When an injunction is not an injunction
In Santella v Kolton, a derivative and individual action alleging corporate waste and mismanagement of a close corporation, the plaintiff filed an emergency motion to enjoin the defendants from dissipating assets of the company and remove the m as officers pursuant to Illinois Business Corporation Act § 12.56. After an evidentiary hearing, the trial court ordered the defendant officers replaced and three years of their bonuses returned to the company. The defendants then appealed the trial court’s order under the Illinois rule permitting an interlocutory appeal from orders “granting, modifying, refusing, dissolving, or refusing to dissolve or modify an injunction.”
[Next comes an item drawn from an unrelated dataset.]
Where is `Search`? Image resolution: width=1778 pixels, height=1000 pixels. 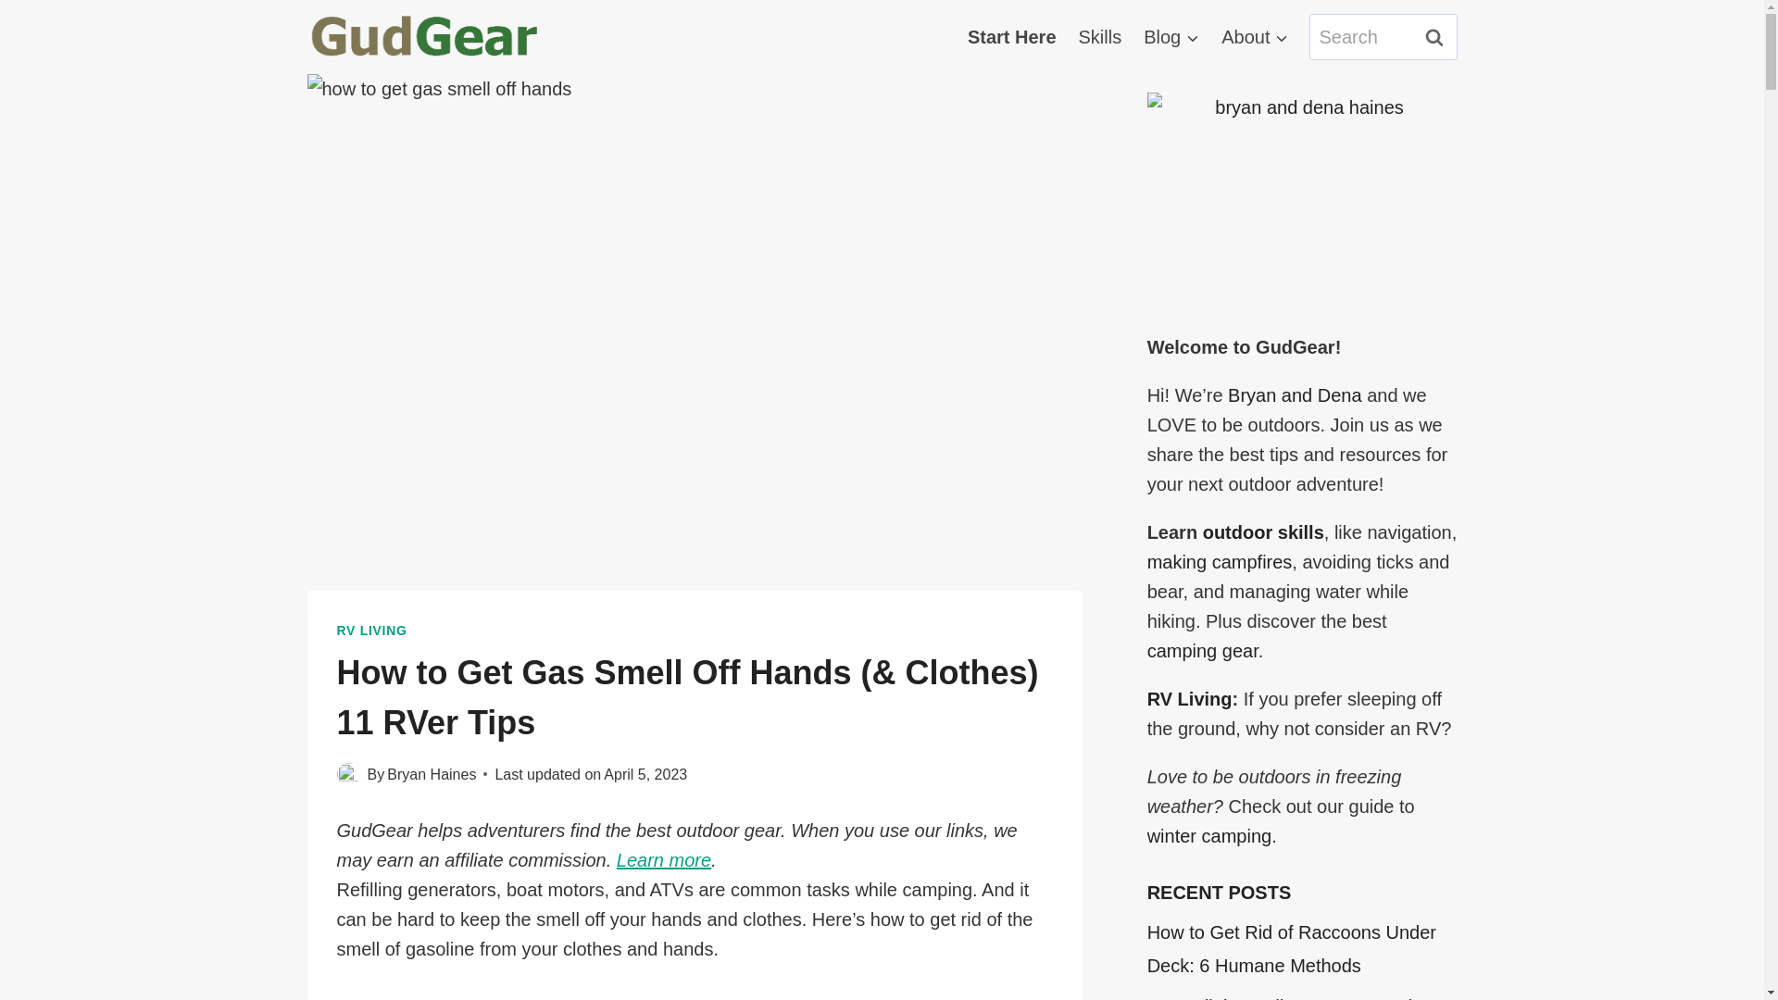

The appellate court never reached the merits. It held that under Rule 307(a)(1), the order removing the officers was not appealable for these reasons:
- Removing the individual defendants as officers and directors did not operate in personam as they were not required to do or refrain from doing a particular thing.
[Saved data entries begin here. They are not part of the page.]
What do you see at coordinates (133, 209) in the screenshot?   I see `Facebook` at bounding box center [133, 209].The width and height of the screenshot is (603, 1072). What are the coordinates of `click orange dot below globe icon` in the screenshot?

- Their removal was a statutory remedy that changed their legal status within the corporation.
- Requiring the return of bonus money lacked a temporal scope and thus was permanent and not temporary.
Preliminary injunction orders that lack a temporal scope are often deemed overbroad; they should be written to end upon the conclusion of the trial on the merits or some other event. In support of its determination that there was no injunctive action in removing the officers and directors, the court cites a treatise and the CJS for the proposition that the removal of officers or directors cannot be done through an injunction.
While removal of the officers is a statutory remedy, the statute also provides that injunctions can be entered to enforce its provisions. This may be the first case that decided that the Act provided a remedy easier to obtain than an injunction and impossible to appeal as an injunction. The statements about the lack of in personam jurisdiction ignored that they were removed from their positions and restrained from exercising their rights as officers.
The other half of the opinion will be commented upon tomorrow.